It had been a good thing the duke had not discovered Hart at that moment because he had been squirming in a way that would have earned him ten hits from the cane.
But the thing in his arms was too tiny to be hit—not without Hart breaking it.
He had tried cursing at it as the duke did when he was most displeased with Hart or his staff. That hadn’t worked either.
But the boy, his half-brother, was an odd sort. The babe hadn’t quit its hullabaloo. It only raised a bigger racket.
In a moment of crisis, the duke would have never forgiven, Hart had even looked, for the first and only time, to the mother who had given him life for help. Butshehad proved as useless to him then and kept on sleeping.
As the babe’s caterwauling climbed to a crescendo that would not quit, Hart finally looked at the hated thing.
It had a face scrunched up so tight and wrinkled like an old beggar, and it was brighter than the Tremaine rubies; Hart thought the thing was born without eyes or a mouth.
Then he had thought maybe that’s why the duke hated the thing with such venom.
Either way, for reasons Hart did not know, maybe because one addressed one when speaking, he spoke the child’s name. “Jeremy,” the exotic,romanticname the duchess saddled the child with.
That was it.
And just like that, the babe stopped its blubbering. His scrunched-up monster’s face unfurled to reveal glassy blue-grey eyes. And Hart discovered that, for all the things that were different between the slight bundle in his arms and himself, they had a like curiosity in one another.
The babe, like a blind man who had just had his sight restored, roved his sightless stare over Hart’s face. With the fascinated way the child looked athim, Hart had wanted to look around, find a mirror, and see if he was, in fact, the faceless one.
But he had been too fascinated to glance away. More fascinated than he had ever been when his favorite botany instructor revealed the Rosa chinensis ‘Viridiflora’ during one of his lessons.
The longer Hart and the babe examined one another, the more the thing Hart held came to feel likesomeone.
Hart had not wanted to take a chance that the child would resume its squawking, so he had said it again, this time quieter and gentler. “Jeremy.”
Andthistime, the babe’s mouth did another strange thing—it had formed a smile from which little bubbles spilled. Hart had been equally repulsed and intrigued. Well, more intrigued, but he would continue to deny it were he ever to share the story.
Of which he had no intention of doing.
Hart and the babe might have stared at one another for hours or minutes. Eventually, the babe’s—Jeremy’s—unfocused eyes became heavy, closed, and he slept.
At that instant, Hart discovered the most important lesson in his then edification: in being the one to stop the babe from crying, he was stronger, more capable, and more responsible than the duchess, who was unable to properly care for her own child, the only child she wanted.
But it wasn’t just Hart’s mother who was weak.
His sire was too. With all the duke’s blathering about his “whore wife,” and rage-induced fits whenever anyone mentioned the lady—him, it was always the duke mentioning her—he possessed the same overly passionate spirit.
The late duke had gotten himself stuck. He couldn’t send the duchess away. Nor could he reject the child. Not without being labeled a cuckhold.
Yes, Hart was stronger than both people who had given him life.
The babe had slept in Hart’s arms the entire night. Only when the sun started to rise, and the duchess stirred, did Hart (reluctantly) return him to his crib. If the duke had regard for his horses and hounds, then surely there wasn’t too much harm in Hart having some regard for a human who didn’t have all, butsome, of his blood?
As of that day, Lord Jeremy Tremaine belonged to neither parent. Hart’s bastard-born half-brother became his full brother in every way. They even became friends.
Through the years, Jeremy remained sensitive. Pityingly so. He had been sensitive to the duke’s outbursts, tempers, and unveiled hate.
Everything in Hart knew he was supposed to scorn such weakness. Alas, the damage had been done that quiet night in the nursery while their mother slept. Jeremy wasHart’spitiful brother.
It was why he had sent the lad away, to protect him from what would have eventually broken him—the duke.
He had convinced the duke that the boy was better off at Eton. Then Oxford. Then, even better, voyaging the high seas. The late duke favored that decision most. The duke’s logic had been clear. The bastard-born was sure to die, either by tempest or battle.
Hart knew better. Jeremy couldn’t be killed. After all, Hart, through gentler delivered lessons and eventually schooling, gave his brother every skill needed to survive. Jeremy became Lord Tremaine and then Captain Tremaine.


#### [What is required]
An exact, complete copy of the data that follows is needed.

[Collected data entries]

________

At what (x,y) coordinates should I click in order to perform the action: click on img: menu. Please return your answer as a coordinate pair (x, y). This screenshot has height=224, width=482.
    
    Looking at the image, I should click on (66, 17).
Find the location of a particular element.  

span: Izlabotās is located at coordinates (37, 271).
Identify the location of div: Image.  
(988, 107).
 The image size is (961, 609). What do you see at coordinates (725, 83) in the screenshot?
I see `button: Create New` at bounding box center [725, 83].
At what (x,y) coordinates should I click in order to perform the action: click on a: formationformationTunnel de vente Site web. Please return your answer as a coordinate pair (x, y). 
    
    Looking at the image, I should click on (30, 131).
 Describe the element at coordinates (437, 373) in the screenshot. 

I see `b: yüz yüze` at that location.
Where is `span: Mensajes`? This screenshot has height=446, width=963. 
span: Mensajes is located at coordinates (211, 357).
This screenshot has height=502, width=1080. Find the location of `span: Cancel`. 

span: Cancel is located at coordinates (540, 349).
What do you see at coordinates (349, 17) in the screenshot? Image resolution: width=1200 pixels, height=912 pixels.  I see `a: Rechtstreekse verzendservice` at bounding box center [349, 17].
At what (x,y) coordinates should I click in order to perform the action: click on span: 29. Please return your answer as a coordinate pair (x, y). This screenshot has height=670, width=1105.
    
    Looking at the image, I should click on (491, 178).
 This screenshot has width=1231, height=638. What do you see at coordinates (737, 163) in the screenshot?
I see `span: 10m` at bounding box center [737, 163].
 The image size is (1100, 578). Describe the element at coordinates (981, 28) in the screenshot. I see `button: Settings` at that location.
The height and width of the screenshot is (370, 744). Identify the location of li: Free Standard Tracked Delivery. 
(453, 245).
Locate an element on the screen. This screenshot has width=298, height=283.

________

#### [Response below]
At what (x,y) coordinates should I click in order to perform the action: click on img: menu. Please return your answer as a coordinate pair (x, y). This screenshot has height=224, width=482.
    
    Looking at the image, I should click on (66, 17).
Find the location of a particular element.  

span: Izlabotās is located at coordinates (37, 271).
Identify the location of div: Image.  
(988, 107).
 The image size is (961, 609). What do you see at coordinates (725, 83) in the screenshot?
I see `button: Create New` at bounding box center [725, 83].
At what (x,y) coordinates should I click in order to perform the action: click on a: formationformationTunnel de vente Site web. Please return your answer as a coordinate pair (x, y). 
    
    Looking at the image, I should click on (30, 131).
 Describe the element at coordinates (437, 373) in the screenshot. 

I see `b: yüz yüze` at that location.
Where is `span: Mensajes`? This screenshot has height=446, width=963. 
span: Mensajes is located at coordinates (211, 357).
This screenshot has height=502, width=1080. Find the location of `span: Cancel`. 

span: Cancel is located at coordinates (540, 349).
What do you see at coordinates (349, 17) in the screenshot? Image resolution: width=1200 pixels, height=912 pixels.  I see `a: Rechtstreekse verzendservice` at bounding box center [349, 17].
At what (x,y) coordinates should I click in order to perform the action: click on span: 29. Please return your answer as a coordinate pair (x, y). This screenshot has height=670, width=1105.
    
    Looking at the image, I should click on (491, 178).
 This screenshot has width=1231, height=638. What do you see at coordinates (737, 163) in the screenshot?
I see `span: 10m` at bounding box center [737, 163].
 The image size is (1100, 578). Describe the element at coordinates (981, 28) in the screenshot. I see `button: Settings` at that location.
The height and width of the screenshot is (370, 744). Identify the location of li: Free Standard Tracked Delivery. 
(453, 245).
Locate an element on the screen. This screenshot has width=298, height=283.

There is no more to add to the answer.